Exercise directions – Every record below should be repeated exactly. Omit the pictures.

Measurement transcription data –
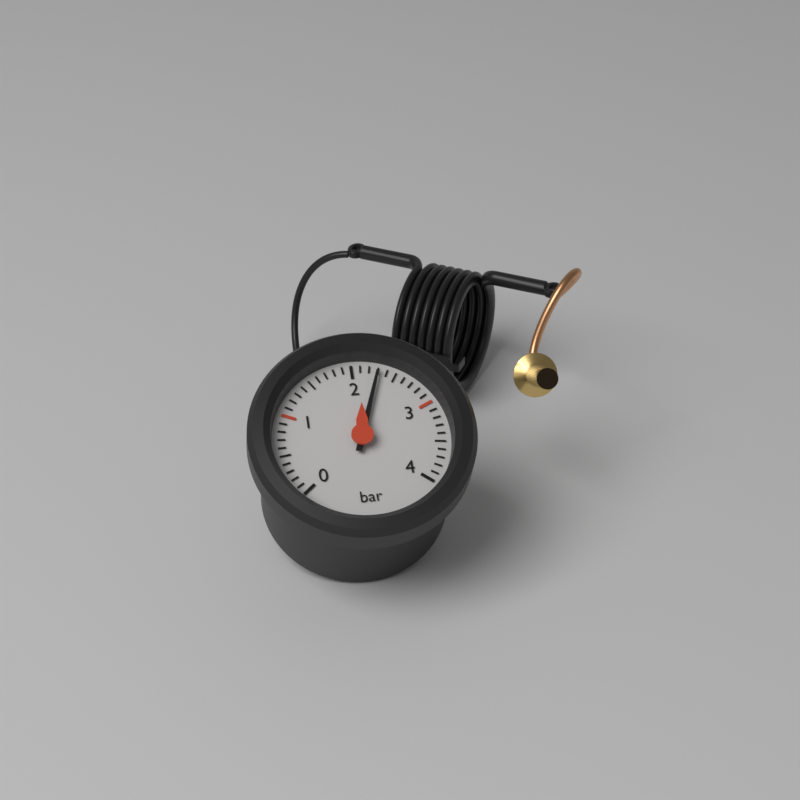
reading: 2.3 bar
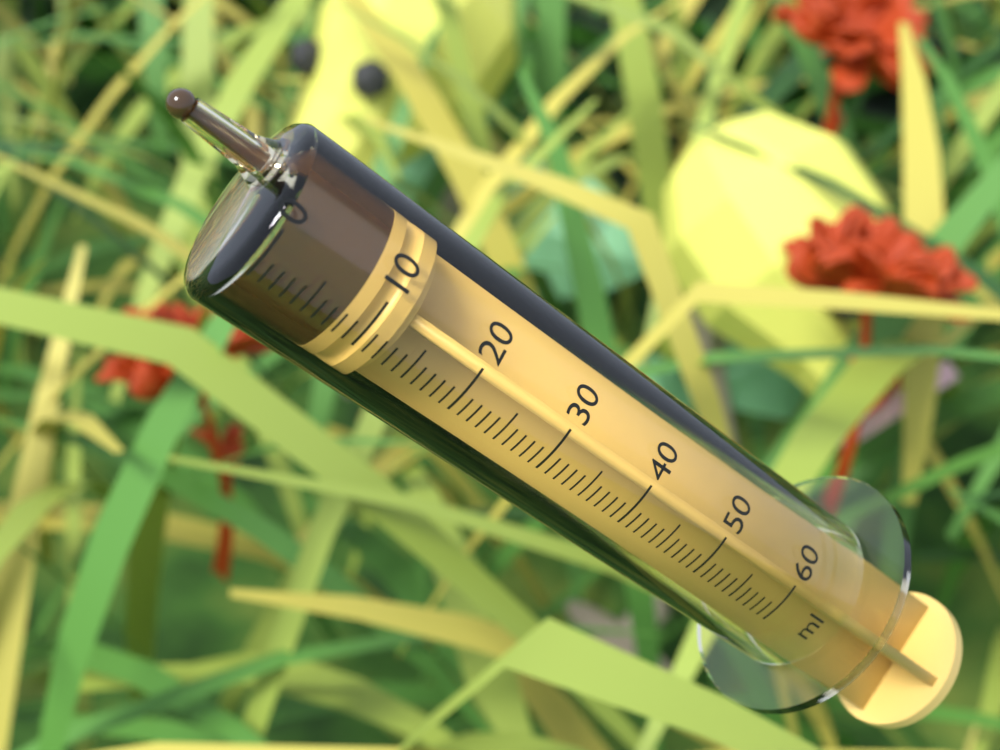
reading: 8 ml
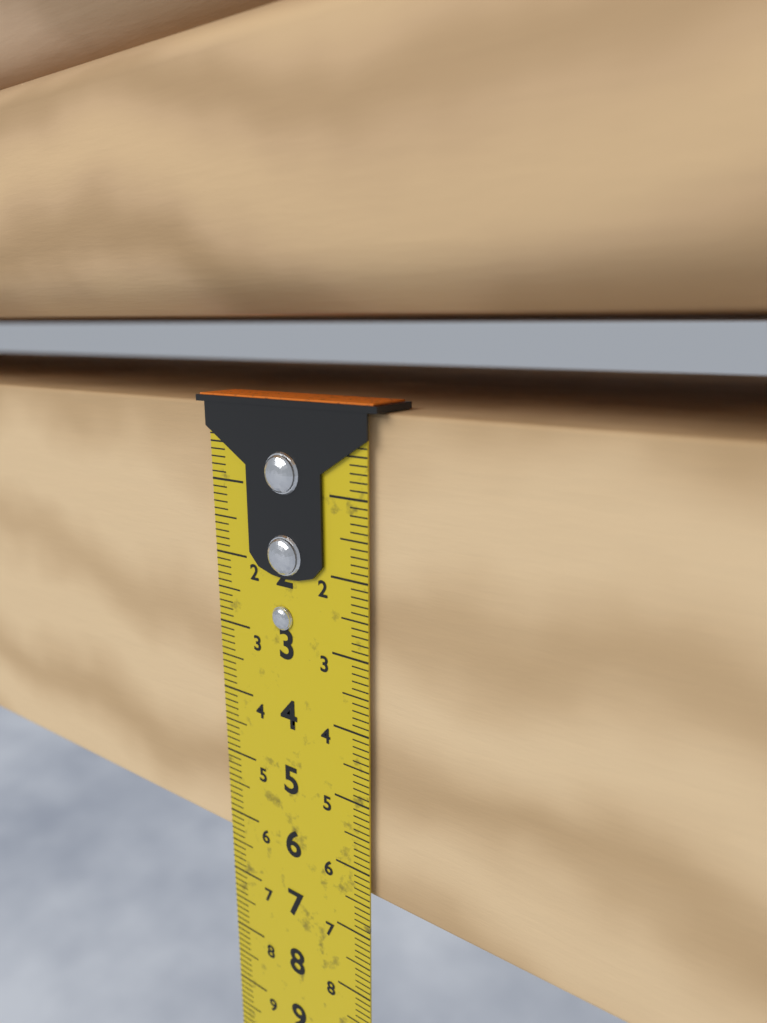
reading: 6.4 cm
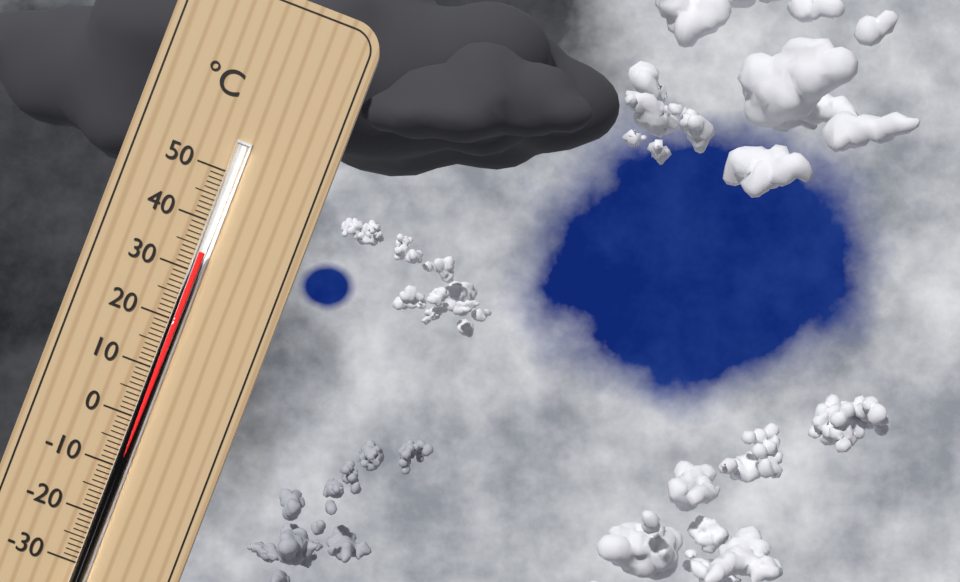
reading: 34 °C
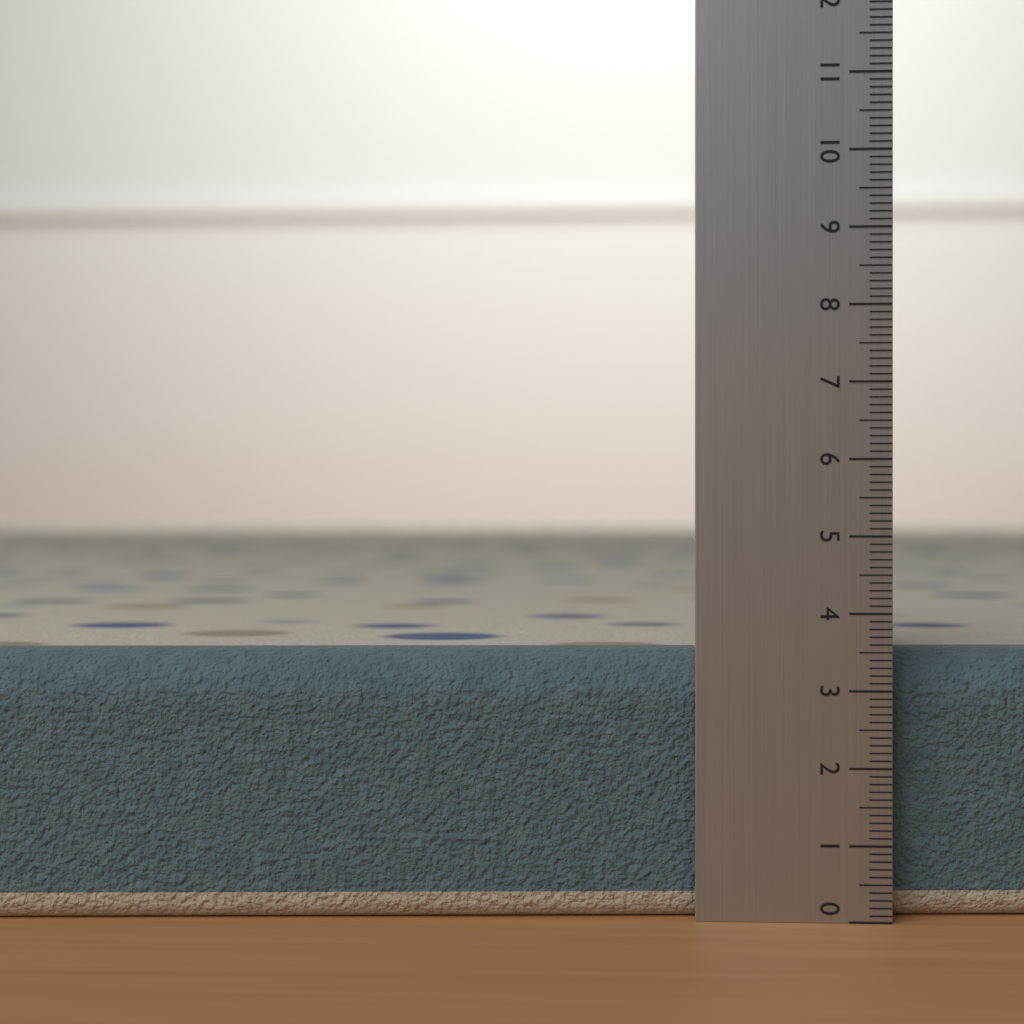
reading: 3.5 (no unit)
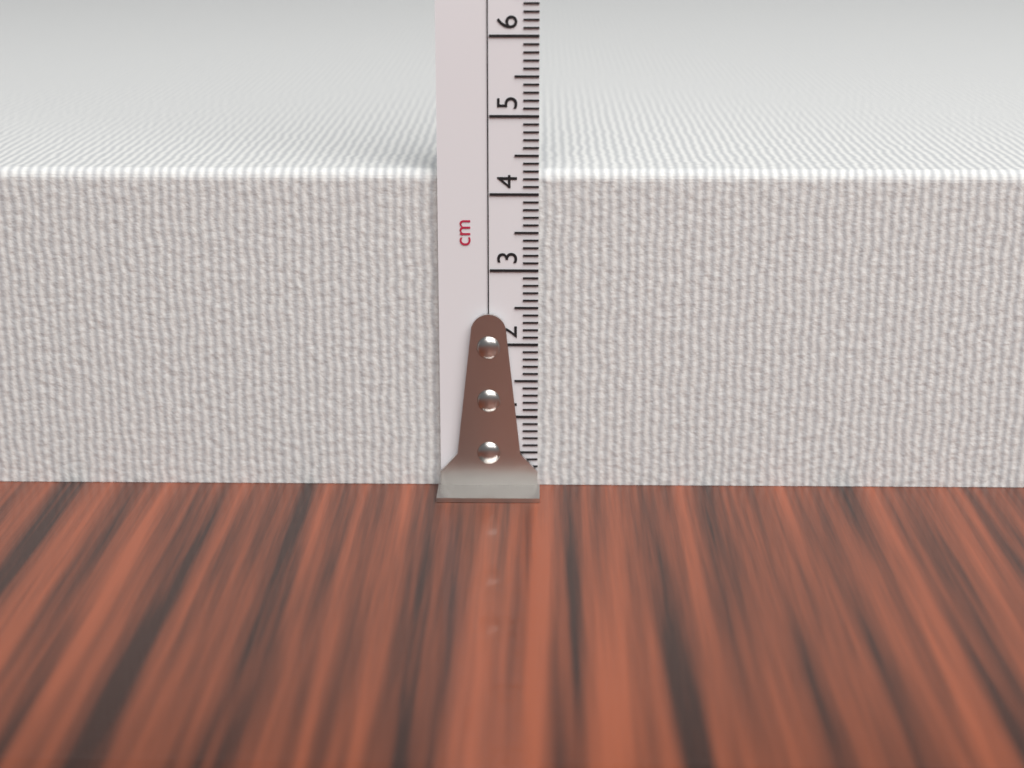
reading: 4.3 cm
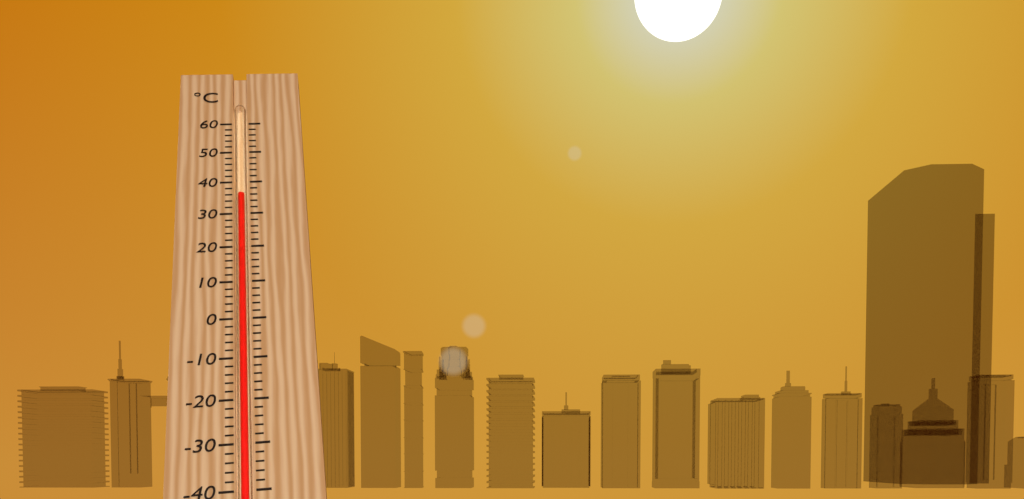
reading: 36 °C
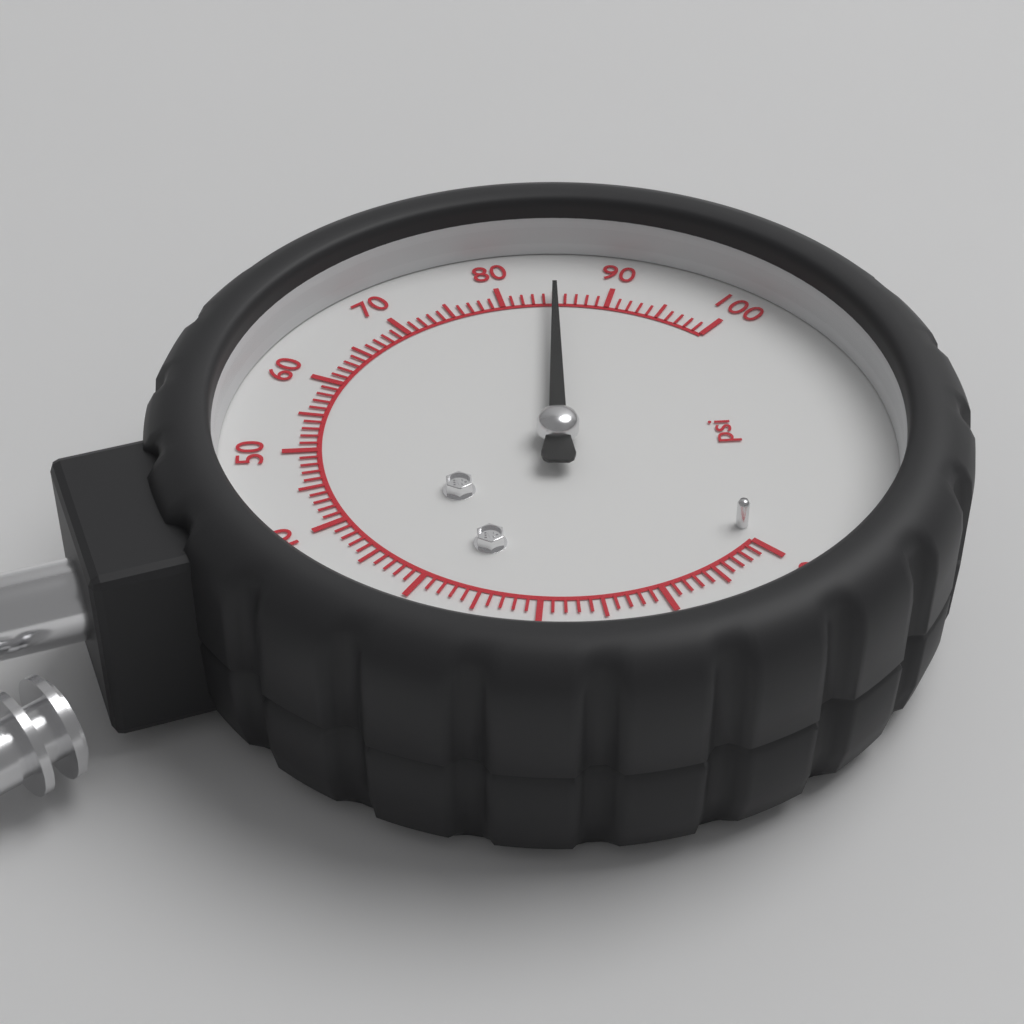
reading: 85 psi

Solution to this problem –
reading: 2.3 bar
reading: 8 ml
reading: 6.4 cm
reading: 34 °C
reading: 3.5 (no unit)
reading: 4.3 cm
reading: 36 °C
reading: 85 psi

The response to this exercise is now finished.